His eyes flick to mine again, more curious this time.
“I just need thirty seconds of you standing near a wreath and not looking like you want to murder someone,” I say, smoothing the moment over with a practiced smile. “Think you can handle that?”
He looks me over—not in a way that lingers, not in a way that’s rude. Just… observant. Like he sees everything and says nothing unless it’s absolutely necessary.
“Depends,” he says.
“On?”
“Is it a real wreath?”
My laugh slips out before I can stop it. “Why do I feel like that’s the most you’ve said all night?”
“Because it is.”
And there it is again—that flicker of a smile, or something close to it.
The rookie has a dry sense of humor buried under a solid wall of nope.
I shouldn’t like that. I’m not even sure I do. But something low in my stomach tightens anyway.
“Come on, Reid. You give me thirty seconds, and I’ll make sure no one drags you into a cookie-decorating station.”
“Is that a real threat?”
“Only if you keep hiding in the corner like a surly Christmas statue.”
He pushes off the wall, slow and loose, like he’s not in a hurry to be anywhere. I don’t move, don’t step back. His body heat brushes mine on the way past, warm and solid and unbothered by the air between us.
For a rookie, he carries himself like he’s already lived through a few battles.
I follow him toward the sponsor photo area, adjusting the fall of garland as we go. He stops where I point, turns to face the camera, and gives the most half-hearted, camera-unfriendly expression I’ve ever seen outside of a DMV.
“I said not murder,” I mutter.
“I’m trying.” He doesn’t move, but there’s the barest trace of amusement under his voice.

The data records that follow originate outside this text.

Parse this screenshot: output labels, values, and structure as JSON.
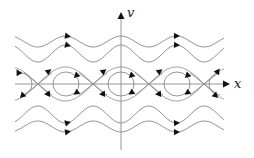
{
  "diagram": {
    "type": "phase-portrait",
    "axes": {
      "x_label": "x",
      "y_label": "v",
      "origin": [
        121,
        84
      ],
      "x_range_px": [
        15,
        230
      ],
      "y_range_px": [
        12,
        150
      ]
    },
    "colors": {
      "curve": "#8a8a8a",
      "arrow": "#111111",
      "label": "#222222"
    },
    "geometry": {
      "period_px": 55.5,
      "centers_x": [
        66,
        121,
        177
      ],
      "saddles_x": [
        38,
        93,
        149,
        204
      ],
      "inner_orbit": {
        "rx": 13,
        "ry": 12
      },
      "separatrix_half_height": 17
    },
    "rotating_trajectories": [
      {
        "name": "upper-outer",
        "at_center": 36,
        "at_saddle": 47,
        "direction": "right",
        "arrows_x": [
          68,
          177
        ]
      },
      {
        "name": "upper-inner",
        "at_center": 45,
        "at_saddle": 62,
        "direction": "right",
        "arrows_x": [
          68,
          177
        ]
      },
      {
        "name": "lower-inner",
        "at_center": 123,
        "at_saddle": 106,
        "direction": "right",
        "arrows_x": [
          68,
          177
        ]
      },
      {
        "name": "lower-outer",
        "at_center": 132,
        "at_saddle": 121,
        "direction": "right",
        "arrows_x": [
          68,
          177
        ]
      }
    ],
    "flow_direction": "clockwise",
    "equilibria": {
      "centers": "stable (closed orbits)",
      "saddles": "unstable"
    }
  }
}
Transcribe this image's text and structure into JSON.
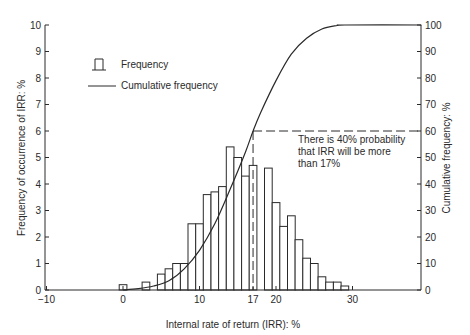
{
  "chart_data": {
    "type": "bar",
    "title": "",
    "xlabel": "Internal rate of return (IRR): %",
    "ylabel": "Frequency of occurrence of IRR: %",
    "y2label": "Cumulative frequency: %",
    "xlim": [
      -10,
      39
    ],
    "ylim": [
      0,
      10
    ],
    "y2lim": [
      0,
      100
    ],
    "grid": false,
    "legend_position": "upper-left",
    "x_ticks": [
      -10,
      0,
      10,
      17,
      20,
      30
    ],
    "x_tick_labels": [
      "−10",
      "0",
      "10",
      "17",
      "20",
      "30"
    ],
    "y_ticks": [
      0,
      1,
      2,
      3,
      4,
      5,
      6,
      7,
      8,
      9,
      10
    ],
    "y2_ticks": [
      0,
      10,
      20,
      30,
      40,
      50,
      60,
      70,
      80,
      90,
      100
    ],
    "bar_width": 1,
    "categories": [
      0,
      1,
      2,
      3,
      4,
      5,
      6,
      7,
      8,
      9,
      10,
      11,
      12,
      13,
      14,
      15,
      16,
      17,
      18,
      19,
      20,
      21,
      22,
      23,
      24,
      25,
      26,
      27,
      28,
      29
    ],
    "series": [
      {
        "name": "Frequency",
        "type": "bar",
        "axis": "left",
        "values": [
          0.2,
          0,
          0,
          0.3,
          0,
          0.6,
          0.8,
          1.0,
          1.0,
          2.5,
          2.5,
          3.6,
          3.7,
          3.9,
          5.4,
          5.0,
          4.3,
          4.7,
          0,
          4.6,
          3.3,
          2.4,
          2.8,
          1.9,
          1.2,
          1.0,
          0.5,
          0.3,
          0.3,
          0.15
        ]
      },
      {
        "name": "Cumulative frequency",
        "type": "line",
        "axis": "right",
        "x": [
          0,
          2,
          4,
          6,
          8,
          10,
          12,
          14,
          16,
          17,
          18,
          20,
          22,
          24,
          26,
          28,
          29,
          39
        ],
        "values": [
          0,
          0.5,
          1.5,
          3.5,
          8,
          15,
          25,
          38,
          52,
          60,
          67,
          79,
          89,
          95,
          98.5,
          99.8,
          100,
          100
        ]
      }
    ],
    "annotations": [
      {
        "text_lines": [
          "There is 40% probability",
          "that IRR will be more",
          "than 17%"
        ],
        "reference_x": 17,
        "reference_y2": 60,
        "style": "dashed lines"
      }
    ]
  },
  "legend": {
    "items": [
      {
        "label": "Frequency",
        "icon": "bar-symbol"
      },
      {
        "label": "Cumulative frequency",
        "icon": "line-symbol"
      }
    ]
  },
  "axes": {
    "x_title": "Internal rate of return (IRR): %",
    "y_left_title": "Frequency of occurrence of IRR: %",
    "y_right_title": "Cumulative frequency: %"
  },
  "annotation": {
    "line1": "There is 40% probability",
    "line2": "that IRR will be more",
    "line3": "than 17%"
  },
  "colors": {
    "ink": "#2a2a2a",
    "background": "#ffffff"
  }
}
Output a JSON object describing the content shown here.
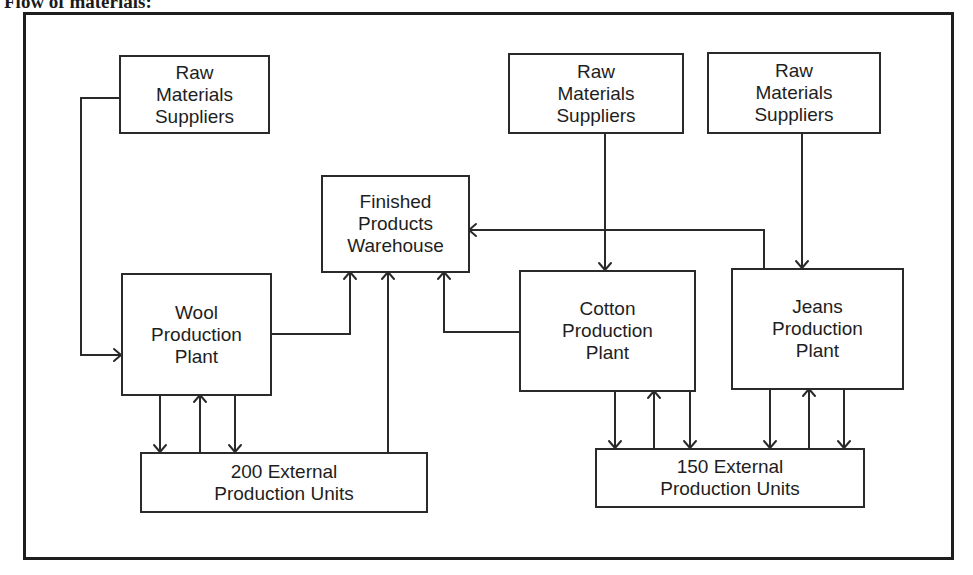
{
  "title": "Flow of materials:",
  "colors": {
    "line": "#2a2a2a",
    "frame": "#1e1e1e",
    "background": "#ffffff",
    "text": "#1e1e1e"
  },
  "nodes": {
    "rms_wool": {
      "lines": [
        "Raw",
        "Materials",
        "Suppliers"
      ]
    },
    "rms_cotton": {
      "lines": [
        "Raw",
        "Materials",
        "Suppliers"
      ]
    },
    "rms_jeans": {
      "lines": [
        "Raw",
        "Materials",
        "Suppliers"
      ]
    },
    "warehouse": {
      "lines": [
        "Finished",
        "Products",
        "Warehouse"
      ]
    },
    "wool_plant": {
      "lines": [
        "Wool",
        "Production",
        "Plant"
      ]
    },
    "cotton_plant": {
      "lines": [
        "Cotton",
        "Production",
        "Plant"
      ]
    },
    "jeans_plant": {
      "lines": [
        "Jeans",
        "Production",
        "Plant"
      ]
    },
    "ext_200": {
      "lines": [
        "200 External",
        "Production Units"
      ]
    },
    "ext_150": {
      "lines": [
        "150 External",
        "Production Units"
      ]
    }
  },
  "edges": [
    {
      "from": "Raw Materials Suppliers (left)",
      "to": "Wool Production Plant"
    },
    {
      "from": "Raw Materials Suppliers (center)",
      "to": "Cotton Production Plant"
    },
    {
      "from": "Raw Materials Suppliers (right)",
      "to": "Jeans Production Plant"
    },
    {
      "from": "Wool Production Plant",
      "to": "Finished Products Warehouse"
    },
    {
      "from": "200 External Production Units",
      "to": "Finished Products Warehouse"
    },
    {
      "from": "Cotton Production Plant",
      "to": "Finished Products Warehouse"
    },
    {
      "from": "Jeans Production Plant",
      "to": "Finished Products Warehouse"
    },
    {
      "from": "Wool Production Plant",
      "to": "200 External Production Units",
      "count": 2
    },
    {
      "from": "200 External Production Units",
      "to": "Wool Production Plant"
    },
    {
      "from": "Cotton Production Plant",
      "to": "150 External Production Units",
      "count": 2
    },
    {
      "from": "150 External Production Units",
      "to": "Cotton Production Plant"
    },
    {
      "from": "Jeans Production Plant",
      "to": "150 External Production Units",
      "count": 2
    },
    {
      "from": "150 External Production Units",
      "to": "Jeans Production Plant"
    }
  ]
}
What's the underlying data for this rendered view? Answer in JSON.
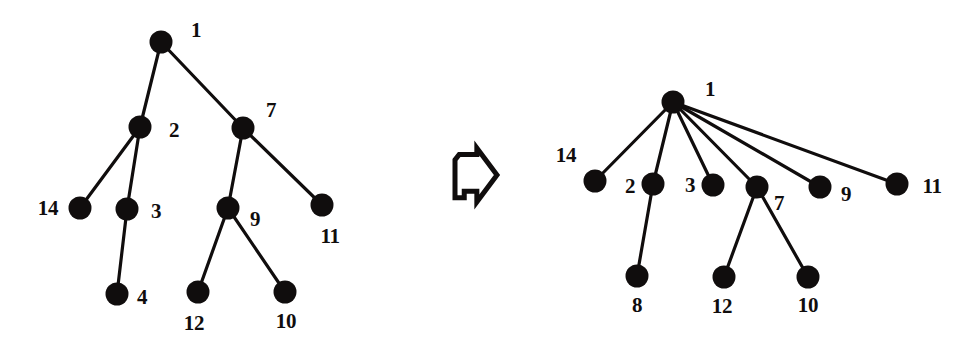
{
  "figure": {
    "width": 967,
    "height": 356,
    "background": "#ffffff",
    "ink_color": "#100d0d",
    "node_radius": 11.5,
    "edge_width": 3.2,
    "caption": ""
  },
  "transition": {
    "icon": "block-arrow-right-icon",
    "label": "",
    "x": 455,
    "y": 148,
    "width": 42,
    "height": 54
  },
  "graphs": [
    {
      "id": "left-tree",
      "title": "",
      "nodes": [
        {
          "id": "L1",
          "label": "1",
          "x": 161,
          "y": 42,
          "label_x": 196,
          "label_y": 30
        },
        {
          "id": "L2",
          "label": "2",
          "x": 140,
          "y": 127,
          "label_x": 174,
          "label_y": 130
        },
        {
          "id": "L7",
          "label": "7",
          "x": 243,
          "y": 128,
          "label_x": 271,
          "label_y": 110
        },
        {
          "id": "L14",
          "label": "14",
          "x": 80,
          "y": 208,
          "label_x": 48,
          "label_y": 208
        },
        {
          "id": "L3",
          "label": "3",
          "x": 127,
          "y": 209,
          "label_x": 156,
          "label_y": 211
        },
        {
          "id": "L9",
          "label": "9",
          "x": 228,
          "y": 208,
          "label_x": 255,
          "label_y": 219
        },
        {
          "id": "L11",
          "label": "11",
          "x": 322,
          "y": 205,
          "label_x": 330,
          "label_y": 236
        },
        {
          "id": "L4",
          "label": "4",
          "x": 117,
          "y": 294,
          "label_x": 142,
          "label_y": 297
        },
        {
          "id": "L12",
          "label": "12",
          "x": 198,
          "y": 292,
          "label_x": 194,
          "label_y": 323
        },
        {
          "id": "L10",
          "label": "10",
          "x": 285,
          "y": 292,
          "label_x": 286,
          "label_y": 321
        }
      ],
      "edges": [
        {
          "from": "L1",
          "to": "L2"
        },
        {
          "from": "L1",
          "to": "L7"
        },
        {
          "from": "L2",
          "to": "L14"
        },
        {
          "from": "L2",
          "to": "L3"
        },
        {
          "from": "L3",
          "to": "L4"
        },
        {
          "from": "L7",
          "to": "L9"
        },
        {
          "from": "L7",
          "to": "L11"
        },
        {
          "from": "L9",
          "to": "L12"
        },
        {
          "from": "L9",
          "to": "L10"
        }
      ]
    },
    {
      "id": "right-tree",
      "title": "",
      "nodes": [
        {
          "id": "R1",
          "label": "1",
          "x": 673,
          "y": 102,
          "label_x": 710,
          "label_y": 89
        },
        {
          "id": "R14",
          "label": "14",
          "x": 595,
          "y": 181,
          "label_x": 566,
          "label_y": 155
        },
        {
          "id": "R2",
          "label": "2",
          "x": 653,
          "y": 184,
          "label_x": 630,
          "label_y": 186
        },
        {
          "id": "R3",
          "label": "3",
          "x": 713,
          "y": 185,
          "label_x": 690,
          "label_y": 185
        },
        {
          "id": "R7",
          "label": "7",
          "x": 757,
          "y": 187,
          "label_x": 779,
          "label_y": 203
        },
        {
          "id": "R9",
          "label": "9",
          "x": 820,
          "y": 187,
          "label_x": 846,
          "label_y": 194
        },
        {
          "id": "R11",
          "label": "11",
          "x": 897,
          "y": 184,
          "label_x": 932,
          "label_y": 186
        },
        {
          "id": "R8",
          "label": "8",
          "x": 637,
          "y": 276,
          "label_x": 637,
          "label_y": 305
        },
        {
          "id": "R12",
          "label": "12",
          "x": 724,
          "y": 277,
          "label_x": 722,
          "label_y": 306
        },
        {
          "id": "R10",
          "label": "10",
          "x": 808,
          "y": 277,
          "label_x": 808,
          "label_y": 305
        }
      ],
      "edges": [
        {
          "from": "R1",
          "to": "R14"
        },
        {
          "from": "R1",
          "to": "R2"
        },
        {
          "from": "R1",
          "to": "R3"
        },
        {
          "from": "R1",
          "to": "R7"
        },
        {
          "from": "R1",
          "to": "R9"
        },
        {
          "from": "R1",
          "to": "R11"
        },
        {
          "from": "R2",
          "to": "R8"
        },
        {
          "from": "R7",
          "to": "R12"
        },
        {
          "from": "R7",
          "to": "R10"
        }
      ]
    }
  ]
}
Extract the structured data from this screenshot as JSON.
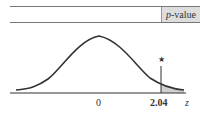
{
  "header": {
    "p_italic": "p",
    "p_rest": "-value"
  },
  "axis": {
    "center_label": "0",
    "critical_label": "2.04",
    "variable": "z"
  },
  "marker": {
    "symbol": "★"
  },
  "colors": {
    "shade": "#cfcfcf",
    "curve": "#333333"
  }
}
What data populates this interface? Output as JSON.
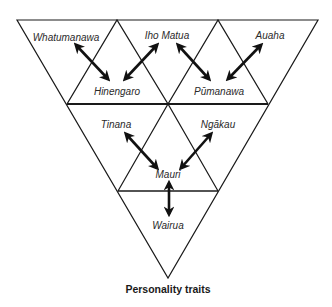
{
  "diagram": {
    "caption": "Personality traits",
    "colors": {
      "line": "#1a1a1a",
      "arrow": "#111111",
      "background": "#ffffff"
    },
    "nodes": {
      "whatumanawa": "Whatumanawa",
      "iho_matua": "Iho Matua",
      "auaha": "Auaha",
      "hinengaro": "Hinengaro",
      "pumanawa": "Pūmanawa",
      "tinana": "Tinana",
      "ngakau": "Ngākau",
      "mauri": "Mauri",
      "wairua": "Wairua"
    },
    "connections": [
      {
        "from": "Whatumanawa",
        "to": "Hinengaro",
        "type": "bidirectional"
      },
      {
        "from": "Iho Matua",
        "to": "Hinengaro",
        "type": "bidirectional"
      },
      {
        "from": "Iho Matua",
        "to": "Pūmanawa",
        "type": "bidirectional"
      },
      {
        "from": "Auaha",
        "to": "Pūmanawa",
        "type": "bidirectional"
      },
      {
        "from": "Tinana",
        "to": "Mauri",
        "type": "bidirectional"
      },
      {
        "from": "Ngākau",
        "to": "Mauri",
        "type": "bidirectional"
      },
      {
        "from": "Wairua",
        "to": "Mauri",
        "type": "bidirectional"
      }
    ]
  }
}
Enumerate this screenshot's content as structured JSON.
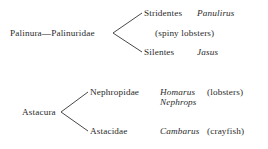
{
  "figure": {
    "type": "cladogram",
    "background_color": "#ffffff",
    "line_color": "#333333"
  },
  "clades": [
    {
      "id": "palinura",
      "root_label": "Palinura—Palinuridae",
      "branches": [
        {
          "taxon": "Stridentes",
          "genus": "Panulirus",
          "common_name": "(spiny lobsters)"
        },
        {
          "taxon": "Silentes",
          "genus": "Jasus",
          "common_name": ""
        }
      ]
    },
    {
      "id": "astacura",
      "root_label": "Astacura",
      "branches": [
        {
          "taxon": "Nephropidae",
          "genus": "Homarus",
          "genus_2": "Nephrops",
          "common_name": "(lobsters)"
        },
        {
          "taxon": "Astacidae",
          "genus": "Cambarus",
          "common_name": "(crayfish)"
        }
      ]
    }
  ]
}
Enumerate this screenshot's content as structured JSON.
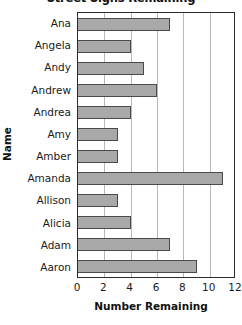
{
  "chart_data": {
    "type": "bar",
    "orientation": "horizontal",
    "title": "Street Signs Remaining",
    "xlabel": "Number Remaining",
    "ylabel": "Name",
    "categories": [
      "Ana",
      "Angela",
      "Andy",
      "Andrew",
      "Andrea",
      "Amy",
      "Amber",
      "Amanda",
      "Allison",
      "Alicia",
      "Adam",
      "Aaron"
    ],
    "values": [
      7,
      4,
      5,
      6,
      4,
      3,
      3,
      11,
      3,
      4,
      7,
      9
    ],
    "xlim": [
      0,
      12
    ],
    "xticks": [
      0,
      2,
      4,
      6,
      8,
      10,
      12
    ],
    "xtick_labels": [
      "0",
      "2",
      "4",
      "6",
      "8",
      "10",
      "12"
    ],
    "grid": "vertical",
    "legend": "none",
    "bar_color": "#a9a9a9",
    "bar_edge_color": "#4a4a4a",
    "gridline_color": "#b9b9b9",
    "axis_color": "#2b2b2b",
    "background_color": "#ffffff"
  }
}
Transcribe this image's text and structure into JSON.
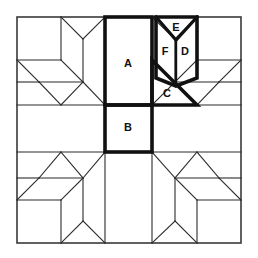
{
  "diagram": {
    "type": "quilt-block-line-drawing",
    "background_color": "#ffffff",
    "line_color": "#2b2b2b",
    "bold_line_color": "#111111",
    "frame_color": "#3a3a3a",
    "label_color": "#111111",
    "canvas": {
      "width": 258,
      "height": 258
    },
    "grid": {
      "x_lines": [
        17,
        105,
        152,
        241
      ],
      "y_lines": [
        17,
        105,
        152,
        243
      ],
      "columns": 3,
      "rows": 3
    },
    "labels": [
      {
        "id": "A",
        "text": "A",
        "x": 128,
        "y": 64,
        "shape": "rectangle",
        "description": "tall center rectangle in top band"
      },
      {
        "id": "B",
        "text": "B",
        "x": 128,
        "y": 128,
        "shape": "square",
        "description": "center square in middle band"
      },
      {
        "id": "C",
        "text": "C",
        "x": 167,
        "y": 94,
        "shape": "right-triangle",
        "description": "triangle below the chevron"
      },
      {
        "id": "D",
        "text": "D",
        "x": 183,
        "y": 52,
        "shape": "half-chevron",
        "description": "right half of chevron"
      },
      {
        "id": "E",
        "text": "E",
        "x": 176,
        "y": 28,
        "shape": "small-triangle",
        "description": "top notch of chevron"
      },
      {
        "id": "F",
        "text": "F",
        "x": 163,
        "y": 52,
        "shape": "half-chevron",
        "description": "left half of chevron"
      }
    ],
    "bold_outlines": [
      "center-column-A-B",
      "chevron-E-F-D",
      "triangle-C"
    ],
    "corner_blocks": [
      {
        "position": "top-left",
        "motif": "star-point-with-cube"
      },
      {
        "position": "top-right",
        "motif": "star-point-with-cube"
      },
      {
        "position": "bottom-left",
        "motif": "star-point-with-cube"
      },
      {
        "position": "bottom-right",
        "motif": "star-point-with-cube"
      }
    ]
  }
}
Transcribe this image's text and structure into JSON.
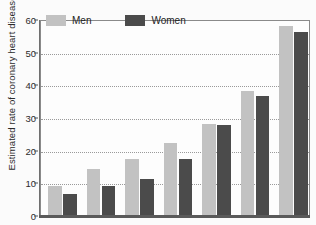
{
  "chart_data": {
    "type": "bar",
    "title": "",
    "xlabel": "",
    "ylabel": "Estimated rate of coronary heart disease  (percentage)",
    "ylim": [
      0,
      60
    ],
    "yticks": [
      0,
      10,
      20,
      30,
      40,
      50,
      60
    ],
    "ytick_labels": [
      "0",
      "10",
      "20",
      "30",
      "40",
      "50",
      "60"
    ],
    "grid": true,
    "grid_style": "dotted",
    "legend_position": "top-left",
    "categories": [
      "1",
      "2",
      "3",
      "4",
      "5",
      "6",
      "7"
    ],
    "xtick_labels": [],
    "series": [
      {
        "name": "Men",
        "color": "#c2c2c2",
        "values": [
          9,
          14,
          17,
          22,
          28,
          38,
          58
        ]
      },
      {
        "name": "Women",
        "color": "#4b4b4b",
        "values": [
          6.5,
          9,
          11,
          17,
          27.5,
          36.5,
          56
        ]
      }
    ]
  },
  "legend": {
    "men_label": "Men",
    "women_label": "Women"
  }
}
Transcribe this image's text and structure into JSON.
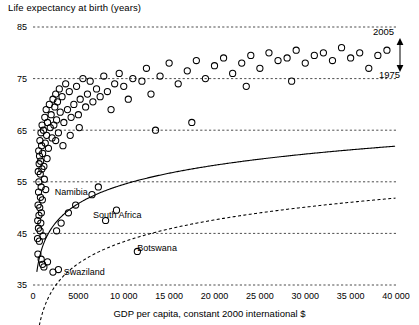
{
  "chart_data": {
    "type": "scatter",
    "title": "Life expectancy at birth (years)",
    "xlabel": "GDP per capita, constant 2000 international $",
    "ylabel": "Life expectancy at birth (years)",
    "xlim": [
      0,
      40000
    ],
    "ylim": [
      35,
      85
    ],
    "grid": true,
    "xticks": [
      0,
      5000,
      10000,
      15000,
      20000,
      25000,
      30000,
      35000,
      40000
    ],
    "xticklabels": [
      "0",
      "5000",
      "10 000",
      "15 000",
      "20 000",
      "25 000",
      "30 000",
      "35 000",
      "40 000"
    ],
    "yticks": [
      35,
      45,
      55,
      65,
      75,
      85
    ],
    "yticklabels": [
      "35",
      "45",
      "55",
      "65",
      "75",
      "85"
    ],
    "marker": "open-circle",
    "series": [
      {
        "name": "2005 countries",
        "points": [
          [
            500,
            44.0
          ],
          [
            520,
            47.5
          ],
          [
            540,
            41.0
          ],
          [
            560,
            50.5
          ],
          [
            580,
            57.0
          ],
          [
            600,
            46.0
          ],
          [
            610,
            53.0
          ],
          [
            630,
            61.0
          ],
          [
            650,
            55.0
          ],
          [
            660,
            48.5
          ],
          [
            680,
            58.5
          ],
          [
            700,
            43.5
          ],
          [
            720,
            60.0
          ],
          [
            740,
            50.0
          ],
          [
            760,
            63.0
          ],
          [
            780,
            45.5
          ],
          [
            800,
            56.5
          ],
          [
            820,
            52.0
          ],
          [
            840,
            59.0
          ],
          [
            860,
            47.0
          ],
          [
            880,
            64.5
          ],
          [
            900,
            54.0
          ],
          [
            920,
            49.0
          ],
          [
            950,
            62.0
          ],
          [
            980,
            57.5
          ],
          [
            1000,
            66.0
          ],
          [
            1030,
            51.5
          ],
          [
            1060,
            60.5
          ],
          [
            1100,
            44.5
          ],
          [
            1150,
            65.0
          ],
          [
            1200,
            58.0
          ],
          [
            1250,
            55.5
          ],
          [
            1300,
            67.5
          ],
          [
            1350,
            62.5
          ],
          [
            1400,
            53.5
          ],
          [
            1450,
            69.0
          ],
          [
            1500,
            64.0
          ],
          [
            1550,
            59.5
          ],
          [
            1600,
            66.5
          ],
          [
            1700,
            61.5
          ],
          [
            1800,
            70.0
          ],
          [
            1900,
            65.5
          ],
          [
            2000,
            68.0
          ],
          [
            2100,
            63.5
          ],
          [
            2200,
            71.0
          ],
          [
            2300,
            66.0
          ],
          [
            2400,
            69.5
          ],
          [
            2500,
            72.0
          ],
          [
            2600,
            67.0
          ],
          [
            2700,
            70.5
          ],
          [
            2800,
            64.5
          ],
          [
            2900,
            73.0
          ],
          [
            3000,
            68.5
          ],
          [
            3200,
            71.5
          ],
          [
            3400,
            66.5
          ],
          [
            3600,
            74.0
          ],
          [
            3800,
            69.0
          ],
          [
            4000,
            72.5
          ],
          [
            4200,
            67.5
          ],
          [
            4500,
            70.0
          ],
          [
            4800,
            73.5
          ],
          [
            5000,
            68.0
          ],
          [
            5200,
            71.0
          ],
          [
            5500,
            75.0
          ],
          [
            5800,
            69.5
          ],
          [
            6000,
            72.0
          ],
          [
            6300,
            74.5
          ],
          [
            6600,
            70.5
          ],
          [
            7000,
            73.0
          ],
          [
            7400,
            71.5
          ],
          [
            7800,
            75.5
          ],
          [
            8200,
            72.5
          ],
          [
            8600,
            69.0
          ],
          [
            9000,
            74.0
          ],
          [
            9500,
            76.0
          ],
          [
            10000,
            73.5
          ],
          [
            10500,
            71.0
          ],
          [
            11000,
            75.0
          ],
          [
            11500,
            41.5
          ],
          [
            12000,
            74.5
          ],
          [
            12500,
            77.0
          ],
          [
            13000,
            72.0
          ],
          [
            14000,
            75.5
          ],
          [
            15000,
            78.0
          ],
          [
            16000,
            74.0
          ],
          [
            17000,
            76.5
          ],
          [
            18000,
            78.5
          ],
          [
            19000,
            75.0
          ],
          [
            20000,
            77.5
          ],
          [
            21000,
            79.0
          ],
          [
            22000,
            76.0
          ],
          [
            23000,
            78.0
          ],
          [
            24000,
            79.5
          ],
          [
            25000,
            77.0
          ],
          [
            26000,
            80.0
          ],
          [
            27000,
            78.5
          ],
          [
            28000,
            79.0
          ],
          [
            29000,
            80.5
          ],
          [
            30000,
            78.0
          ],
          [
            31000,
            79.5
          ],
          [
            32000,
            80.0
          ],
          [
            33000,
            78.5
          ],
          [
            34000,
            81.0
          ],
          [
            35000,
            79.0
          ],
          [
            36000,
            80.0
          ],
          [
            37000,
            77.0
          ],
          [
            38000,
            79.5
          ],
          [
            39000,
            80.5
          ],
          [
            2600,
            45.5
          ],
          [
            3100,
            47.0
          ],
          [
            3900,
            49.0
          ],
          [
            4700,
            50.5
          ],
          [
            1200,
            38.5
          ],
          [
            1600,
            39.5
          ],
          [
            2200,
            37.5
          ],
          [
            2800,
            38.0
          ],
          [
            900,
            40.0
          ],
          [
            1050,
            39.0
          ],
          [
            6500,
            52.5
          ],
          [
            7200,
            54.0
          ],
          [
            8000,
            47.5
          ],
          [
            9200,
            49.5
          ],
          [
            2500,
            63.0
          ],
          [
            3300,
            62.0
          ],
          [
            4100,
            64.0
          ],
          [
            5100,
            65.5
          ],
          [
            13500,
            65.0
          ],
          [
            17500,
            66.5
          ],
          [
            23500,
            73.5
          ],
          [
            28500,
            74.5
          ]
        ]
      }
    ],
    "curves": [
      {
        "name": "2005",
        "style": "solid",
        "label": "2005"
      },
      {
        "name": "1975",
        "style": "dashed",
        "label": "1975"
      }
    ],
    "annotations": [
      {
        "label": "Namibia",
        "x": 2400,
        "y": 52.5
      },
      {
        "label": "South Africa",
        "x": 6600,
        "y": 48.0
      },
      {
        "label": "Botswana",
        "x": 11500,
        "y": 41.5
      },
      {
        "label": "Swaziland",
        "x": 3400,
        "y": 37.0
      }
    ],
    "curve_gap_arrow": {
      "present": true,
      "description": "double-headed vertical arrow between 1975 and 2005 curves at right edge"
    }
  },
  "colors": {
    "axis": "#000000",
    "grid": "#000000",
    "marker_stroke": "#000000",
    "background": "#ffffff"
  }
}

I step closer, adjust his lapel, and feel his breath when he exhales—slow and warm against my knuckles.
His eyes hold mine when I look up.
Just for a second.
But it’s enough to make my brain fuzz and my pulse flicker, fast and low.
I step back. Quickly.
“Don’t move,” I say. “You almost look like a person.”
“Careful,” he says, deadpan. “That almost sounded like a compliment.”
“I’ll schedule you one for next year.”
He holds still while the photographer snaps three frames, then turns to me like we’ve just completed a secret mission.
“Was that so hard?” I ask.
“I’ve had worse.”
He pauses, then adds, “At least there were no cookies.”
I blink.
And then I laugh. For real this time.
It’s quick, and stupid, and warm in a way I didn’t expect. But I feel it right down to my spine. And from the look in his eyes, he felt it too.
Just a flicker.
Just enough to mean something I don’t have time to deal with.